• [Exercise instructions]
Every entry needs to be repeated exactly, with nothing left out.

*** Source data ***

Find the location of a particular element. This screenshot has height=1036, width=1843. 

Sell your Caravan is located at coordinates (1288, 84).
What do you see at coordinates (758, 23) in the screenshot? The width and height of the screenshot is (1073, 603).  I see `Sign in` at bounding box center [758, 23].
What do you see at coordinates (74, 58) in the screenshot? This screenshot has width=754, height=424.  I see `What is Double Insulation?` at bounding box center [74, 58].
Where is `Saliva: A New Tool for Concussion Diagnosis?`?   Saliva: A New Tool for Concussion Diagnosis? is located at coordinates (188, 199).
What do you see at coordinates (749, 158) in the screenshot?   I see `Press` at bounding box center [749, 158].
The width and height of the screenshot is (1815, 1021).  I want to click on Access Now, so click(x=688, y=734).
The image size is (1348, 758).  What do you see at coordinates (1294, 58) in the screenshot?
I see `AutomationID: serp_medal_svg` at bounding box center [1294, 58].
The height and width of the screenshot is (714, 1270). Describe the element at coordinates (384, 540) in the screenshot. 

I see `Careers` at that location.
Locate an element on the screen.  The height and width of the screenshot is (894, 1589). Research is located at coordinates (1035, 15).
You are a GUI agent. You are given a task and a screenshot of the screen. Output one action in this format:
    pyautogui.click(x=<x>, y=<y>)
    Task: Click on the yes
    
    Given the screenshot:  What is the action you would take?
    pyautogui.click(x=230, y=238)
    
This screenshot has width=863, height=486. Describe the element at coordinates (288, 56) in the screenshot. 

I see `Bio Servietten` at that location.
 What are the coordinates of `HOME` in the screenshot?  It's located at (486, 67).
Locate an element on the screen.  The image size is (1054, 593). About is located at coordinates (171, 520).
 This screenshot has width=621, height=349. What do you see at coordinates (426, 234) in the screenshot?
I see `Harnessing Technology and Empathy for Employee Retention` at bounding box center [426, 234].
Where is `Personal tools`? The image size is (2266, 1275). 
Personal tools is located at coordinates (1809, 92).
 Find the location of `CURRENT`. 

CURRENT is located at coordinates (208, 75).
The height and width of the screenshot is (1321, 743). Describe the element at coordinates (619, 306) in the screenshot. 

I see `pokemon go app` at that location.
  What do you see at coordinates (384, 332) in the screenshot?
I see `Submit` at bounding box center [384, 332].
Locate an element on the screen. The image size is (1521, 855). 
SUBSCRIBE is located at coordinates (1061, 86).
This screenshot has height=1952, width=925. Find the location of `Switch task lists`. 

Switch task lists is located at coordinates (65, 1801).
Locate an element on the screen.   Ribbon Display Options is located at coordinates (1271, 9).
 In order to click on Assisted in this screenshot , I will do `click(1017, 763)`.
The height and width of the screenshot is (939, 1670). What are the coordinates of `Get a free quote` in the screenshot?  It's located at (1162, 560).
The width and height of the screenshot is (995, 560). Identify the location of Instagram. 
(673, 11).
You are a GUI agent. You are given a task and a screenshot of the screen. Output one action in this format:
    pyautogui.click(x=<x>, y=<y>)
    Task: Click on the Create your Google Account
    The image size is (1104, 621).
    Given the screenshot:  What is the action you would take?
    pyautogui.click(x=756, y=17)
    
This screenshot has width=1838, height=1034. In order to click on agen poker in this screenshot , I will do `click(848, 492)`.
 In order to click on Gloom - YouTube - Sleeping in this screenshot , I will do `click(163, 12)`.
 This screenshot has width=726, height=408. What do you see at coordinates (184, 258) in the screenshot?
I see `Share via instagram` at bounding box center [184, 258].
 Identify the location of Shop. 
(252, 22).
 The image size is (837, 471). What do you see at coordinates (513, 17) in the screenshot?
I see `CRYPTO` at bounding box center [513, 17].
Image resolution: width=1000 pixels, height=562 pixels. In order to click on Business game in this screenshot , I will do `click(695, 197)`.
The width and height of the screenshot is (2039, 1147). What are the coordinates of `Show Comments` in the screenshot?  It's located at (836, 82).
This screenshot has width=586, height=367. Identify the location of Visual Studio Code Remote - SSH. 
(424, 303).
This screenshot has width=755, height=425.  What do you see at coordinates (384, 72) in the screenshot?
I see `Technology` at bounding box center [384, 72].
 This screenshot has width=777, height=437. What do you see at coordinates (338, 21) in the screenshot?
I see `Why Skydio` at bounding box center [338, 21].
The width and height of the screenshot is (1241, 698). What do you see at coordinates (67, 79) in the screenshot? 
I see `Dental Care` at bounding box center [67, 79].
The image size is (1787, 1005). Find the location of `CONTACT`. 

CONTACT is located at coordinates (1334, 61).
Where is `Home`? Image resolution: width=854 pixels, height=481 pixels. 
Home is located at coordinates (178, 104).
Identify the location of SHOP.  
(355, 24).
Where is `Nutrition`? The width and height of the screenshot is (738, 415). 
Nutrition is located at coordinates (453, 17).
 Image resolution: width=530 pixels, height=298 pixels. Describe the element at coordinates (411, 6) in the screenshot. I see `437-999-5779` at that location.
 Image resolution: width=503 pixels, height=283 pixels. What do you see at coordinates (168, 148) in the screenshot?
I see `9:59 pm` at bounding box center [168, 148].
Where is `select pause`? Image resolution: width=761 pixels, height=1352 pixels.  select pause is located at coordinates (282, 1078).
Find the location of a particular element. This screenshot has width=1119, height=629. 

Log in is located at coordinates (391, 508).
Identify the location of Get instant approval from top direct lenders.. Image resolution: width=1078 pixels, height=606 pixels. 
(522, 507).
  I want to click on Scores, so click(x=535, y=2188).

*** End of Source data ***

• [Response]
Find the location of a particular element. This screenshot has height=1036, width=1843. 

Sell your Caravan is located at coordinates (1288, 84).
What do you see at coordinates (758, 23) in the screenshot? The width and height of the screenshot is (1073, 603).  I see `Sign in` at bounding box center [758, 23].
What do you see at coordinates (74, 58) in the screenshot? This screenshot has width=754, height=424.  I see `What is Double Insulation?` at bounding box center [74, 58].
Where is `Saliva: A New Tool for Concussion Diagnosis?`?   Saliva: A New Tool for Concussion Diagnosis? is located at coordinates (188, 199).
What do you see at coordinates (749, 158) in the screenshot?   I see `Press` at bounding box center [749, 158].
The width and height of the screenshot is (1815, 1021).  I want to click on Access Now, so click(x=688, y=734).
The image size is (1348, 758).  What do you see at coordinates (1294, 58) in the screenshot?
I see `AutomationID: serp_medal_svg` at bounding box center [1294, 58].
The height and width of the screenshot is (714, 1270). Describe the element at coordinates (384, 540) in the screenshot. 

I see `Careers` at that location.
Locate an element on the screen.  The height and width of the screenshot is (894, 1589). Research is located at coordinates (1035, 15).
You are a GUI agent. You are given a task and a screenshot of the screen. Output one action in this format:
    pyautogui.click(x=<x>, y=<y>)
    Task: Click on the yes
    
    Given the screenshot:  What is the action you would take?
    pyautogui.click(x=230, y=238)
    
This screenshot has width=863, height=486. Describe the element at coordinates (288, 56) in the screenshot. 

I see `Bio Servietten` at that location.
 What are the coordinates of `HOME` in the screenshot?  It's located at (486, 67).
Locate an element on the screen.  The image size is (1054, 593). About is located at coordinates (171, 520).
 This screenshot has width=621, height=349. What do you see at coordinates (426, 234) in the screenshot?
I see `Harnessing Technology and Empathy for Employee Retention` at bounding box center [426, 234].
Where is `Personal tools`? The image size is (2266, 1275). 
Personal tools is located at coordinates (1809, 92).
 Find the location of `CURRENT`. 

CURRENT is located at coordinates (208, 75).
The height and width of the screenshot is (1321, 743). Describe the element at coordinates (619, 306) in the screenshot. 

I see `pokemon go app` at that location.
  What do you see at coordinates (384, 332) in the screenshot?
I see `Submit` at bounding box center [384, 332].
Locate an element on the screen. The image size is (1521, 855). 
SUBSCRIBE is located at coordinates (1061, 86).
This screenshot has height=1952, width=925. Find the location of `Switch task lists`. 

Switch task lists is located at coordinates (65, 1801).
Locate an element on the screen.   Ribbon Display Options is located at coordinates (1271, 9).
 In order to click on Assisted in this screenshot , I will do `click(1017, 763)`.
The height and width of the screenshot is (939, 1670). What are the coordinates of `Get a free quote` in the screenshot?  It's located at (1162, 560).
The width and height of the screenshot is (995, 560). Identify the location of Instagram. 
(673, 11).
You are a GUI agent. You are given a task and a screenshot of the screen. Output one action in this format:
    pyautogui.click(x=<x>, y=<y>)
    Task: Click on the Create your Google Account
    The image size is (1104, 621).
    Given the screenshot:  What is the action you would take?
    pyautogui.click(x=756, y=17)
    
This screenshot has width=1838, height=1034. In order to click on agen poker in this screenshot , I will do `click(848, 492)`.
 In order to click on Gloom - YouTube - Sleeping in this screenshot , I will do `click(163, 12)`.
 This screenshot has width=726, height=408. What do you see at coordinates (184, 258) in the screenshot?
I see `Share via instagram` at bounding box center [184, 258].
 Identify the location of Shop. 
(252, 22).
 The image size is (837, 471). What do you see at coordinates (513, 17) in the screenshot?
I see `CRYPTO` at bounding box center [513, 17].
Image resolution: width=1000 pixels, height=562 pixels. In order to click on Business game in this screenshot , I will do `click(695, 197)`.
The width and height of the screenshot is (2039, 1147). What are the coordinates of `Show Comments` in the screenshot?  It's located at (836, 82).
This screenshot has width=586, height=367. Identify the location of Visual Studio Code Remote - SSH. 
(424, 303).
This screenshot has width=755, height=425.  What do you see at coordinates (384, 72) in the screenshot?
I see `Technology` at bounding box center [384, 72].
 This screenshot has width=777, height=437. What do you see at coordinates (338, 21) in the screenshot?
I see `Why Skydio` at bounding box center [338, 21].
The width and height of the screenshot is (1241, 698). What do you see at coordinates (67, 79) in the screenshot? 
I see `Dental Care` at bounding box center [67, 79].
The image size is (1787, 1005). Find the location of `CONTACT`. 

CONTACT is located at coordinates (1334, 61).
Where is `Home`? Image resolution: width=854 pixels, height=481 pixels. 
Home is located at coordinates (178, 104).
Identify the location of SHOP.  
(355, 24).
Where is `Nutrition`? The width and height of the screenshot is (738, 415). 
Nutrition is located at coordinates (453, 17).
 Image resolution: width=530 pixels, height=298 pixels. Describe the element at coordinates (411, 6) in the screenshot. I see `437-999-5779` at that location.
 Image resolution: width=503 pixels, height=283 pixels. What do you see at coordinates (168, 148) in the screenshot?
I see `9:59 pm` at bounding box center [168, 148].
Where is `select pause`? Image resolution: width=761 pixels, height=1352 pixels.  select pause is located at coordinates (282, 1078).
Find the location of a particular element. This screenshot has width=1119, height=629. 

Log in is located at coordinates (391, 508).
Identify the location of Get instant approval from top direct lenders.. Image resolution: width=1078 pixels, height=606 pixels. 
(522, 507).
  I want to click on Scores, so click(x=535, y=2188).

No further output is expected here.